Interpreting your result
Your arpu result should always be interpreted in context:
- compare it against your historical baseline
- review it alongside the main commercial or operational drivers behind the metric
- compare it across products, channels, periods, or segments where relevant
- avoid interpreting the result in isolation without checking the underlying input values
A single period can be noisy, so trend direction over several periods is usually more useful than one standalone result.
Data quality checklist
Before acting on this result, verify:
- the inputs use the same time period and reporting basis
- one-off anomalies are identified separately from steady-state performance
- discounts, refunds, taxes, or fees are handled consistently where relevant
- the underlying values are complete enough to support a meaningful conclusion
Small input inconsistencies can materially change the result.
How to improve this metric
Practical ways to improve this metric depend on the underlying business model, but often include:
- identify the main driver behind the result before making changes
- test one variable at a time so the impact is easier to measure
- compare performance by segment rather than only at an overall level
- review the metric regularly so changes can be caught early
Improvement is most reliable when measurement definitions remain stable over time.
Benchmarks and target setting
A good target depends on your industry, business model, and stage of growth.
When setting targets:
- compare against your own historical trend before relying on outside benchmarks
- define both minimum acceptable and aspirational target ranges
- review targets whenever pricing, cost, demand, or channel mix changes materially
- pair benchmark review with the underlying commercial context, not just the final number
Your own historical performance is usually the most practical benchmark.
Reporting cadence and decision workflow
For most teams, a simple cadence works best:
- Weekly: monitor the metric when trading conditions or campaign activity change quickly
- Monthly: compare the result against target and prior periods
- Quarterly: reassess assumptions, targets, and the main drivers behind the metric
A practical workflow is to calculate the metric, identify the primary driver of change, test one improvement, and then review the next comparable period before scaling.
Common analysis scenarios
You can use this metric in several practical scenarios:
- monthly performance reviews
- pricing, margin, or cost analysis
- planning and forecasting discussions
- investor, lender, or management reporting
In each scenario, pair the result with the underlying business context so decisions are not made on one number alone.
FAQ extensions
Should I compare this metric across channels?
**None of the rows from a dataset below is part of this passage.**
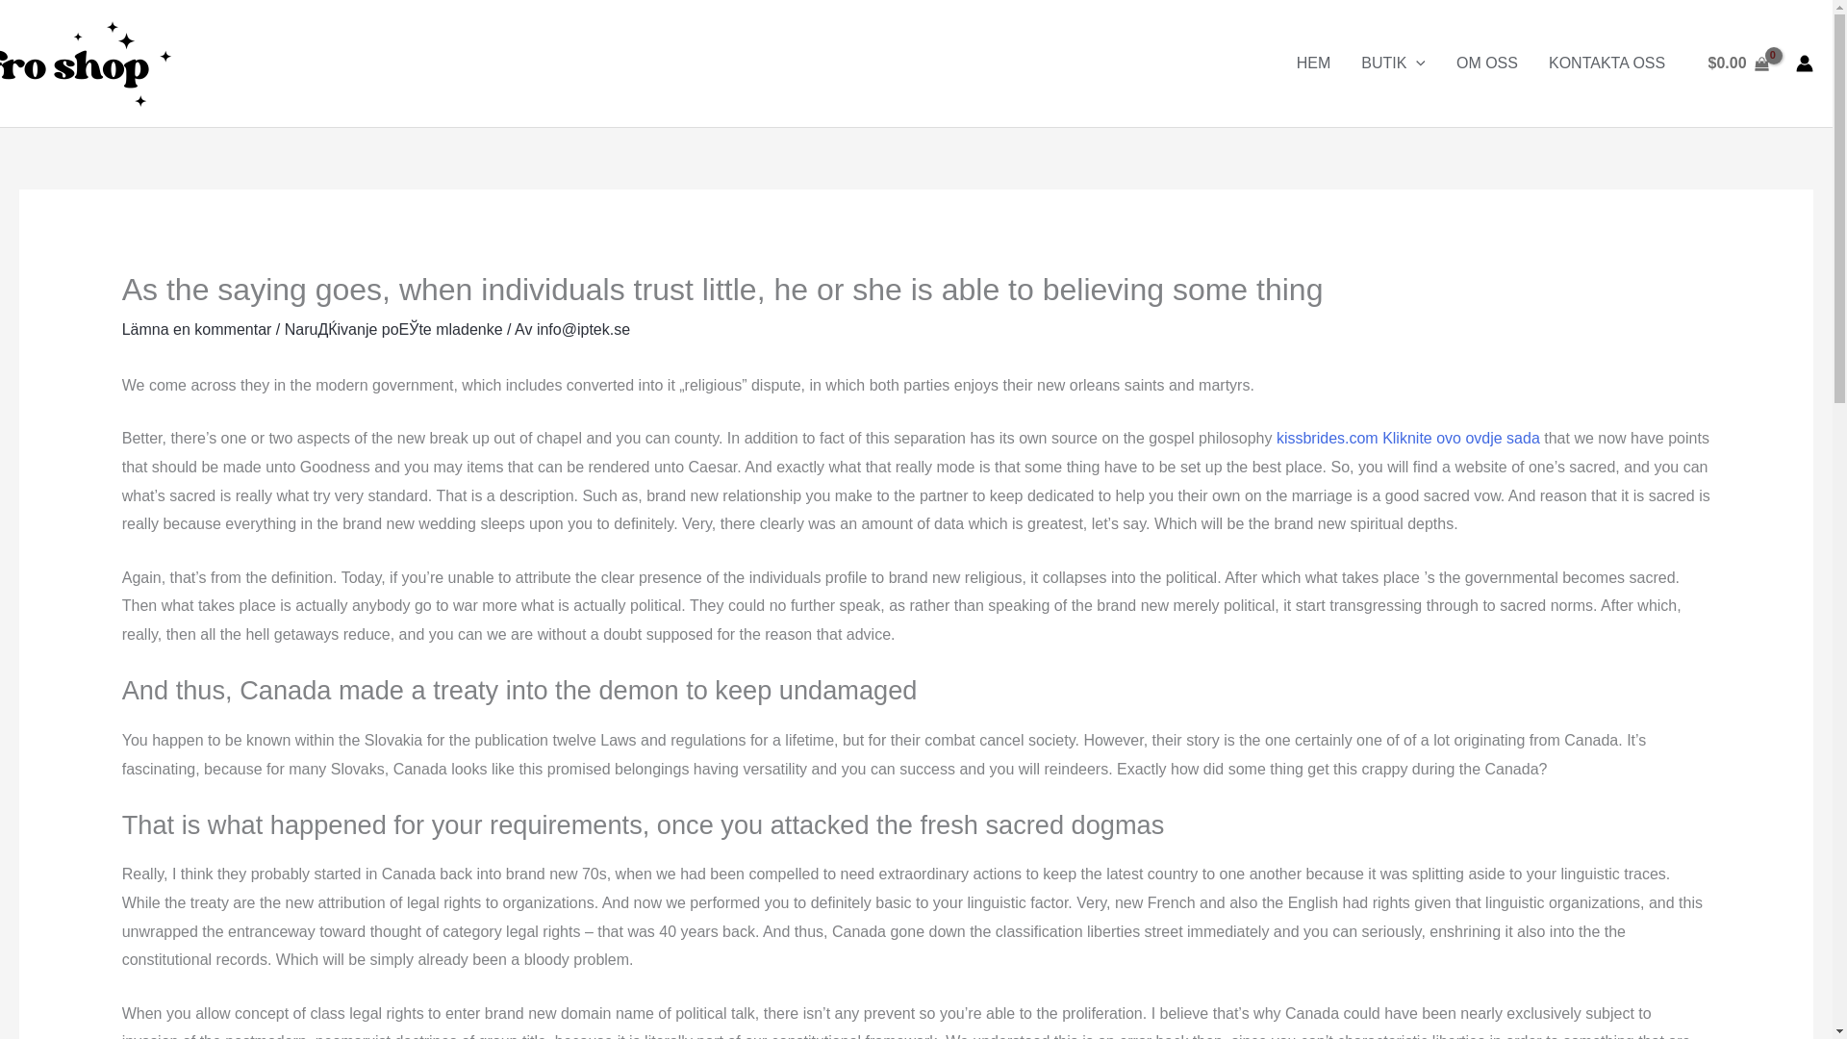 The width and height of the screenshot is (1847, 1039). Describe the element at coordinates (1409, 439) in the screenshot. I see `kissbrides.com Kliknite ovo ovdje sada` at that location.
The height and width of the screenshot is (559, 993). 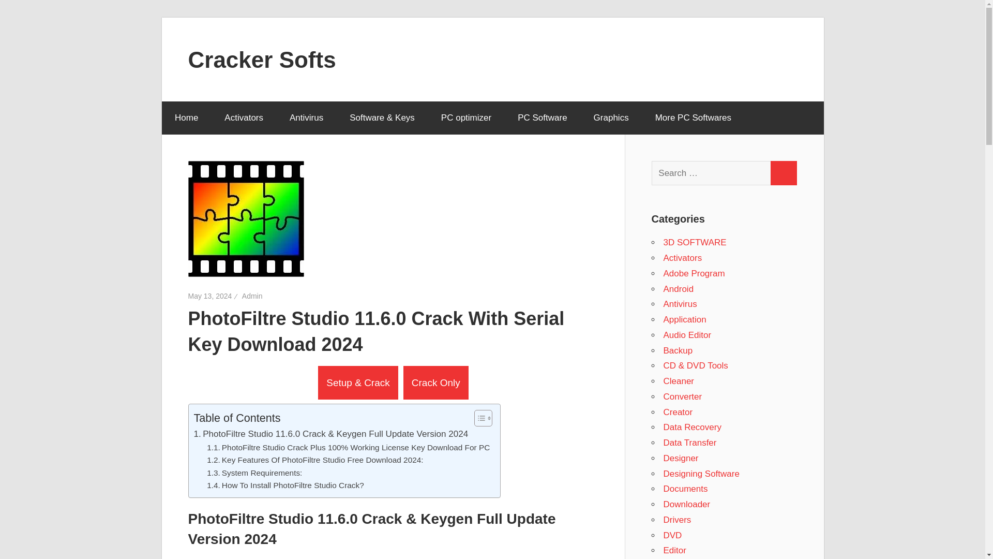 I want to click on PC optimizer, so click(x=466, y=118).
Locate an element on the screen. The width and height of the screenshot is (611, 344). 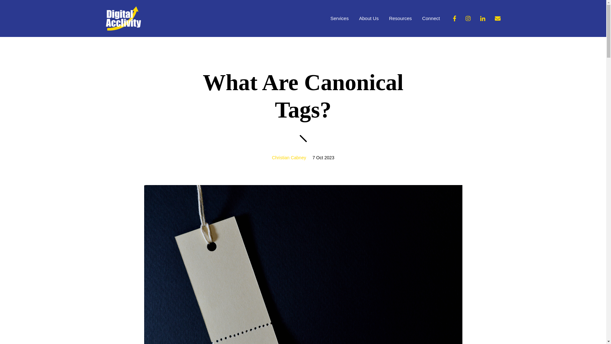
Christian Cabney is located at coordinates (289, 157).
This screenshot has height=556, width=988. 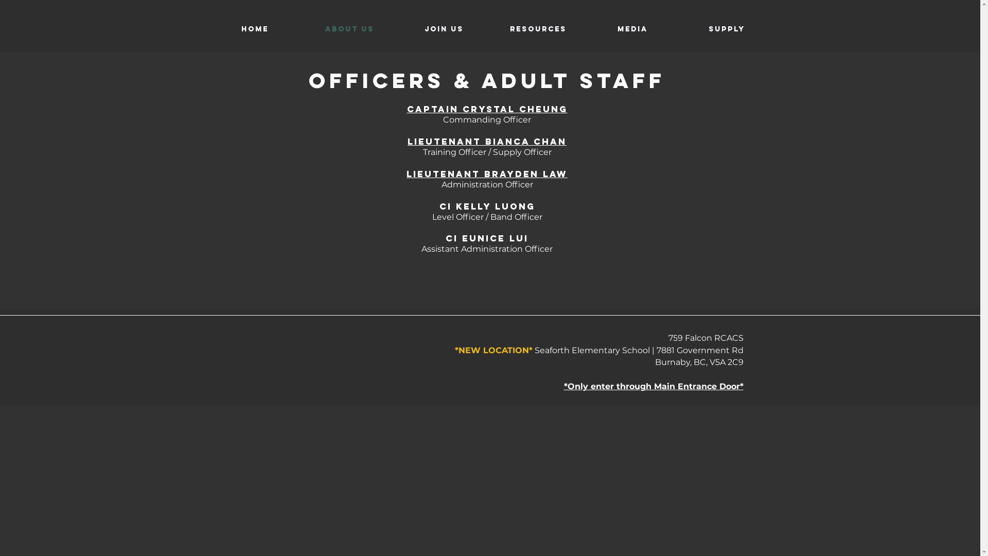 I want to click on LIEUTENANT BIANCA CHAN, so click(x=487, y=141).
Yes, but only when definitions and attribution rules are consistent.
How many periods should I review before making changes?
At least 3 comparable periods is a good baseline unless there is a clear data issue or one-off event.
What should I do if this metric improves but profit declines?
Check whether costs, discounts, conversion quality, or downstream profitability changed at the same time.
Explore more
More calculators in this topic
Continue exploring
Related calculators
Explore the next calculations most relevant to this topic.
business
ARPA Calculator
Calculate average revenue per account based on monthly recurring revenue and active accounts.
business
SaaS MRR Calculator
Calculate monthly recurring revenue based on customers and subscription price.
business
Net Revenue Retention Calculator
Calculate net revenue retention based on starting MRR, expansion MRR, and churned MRR.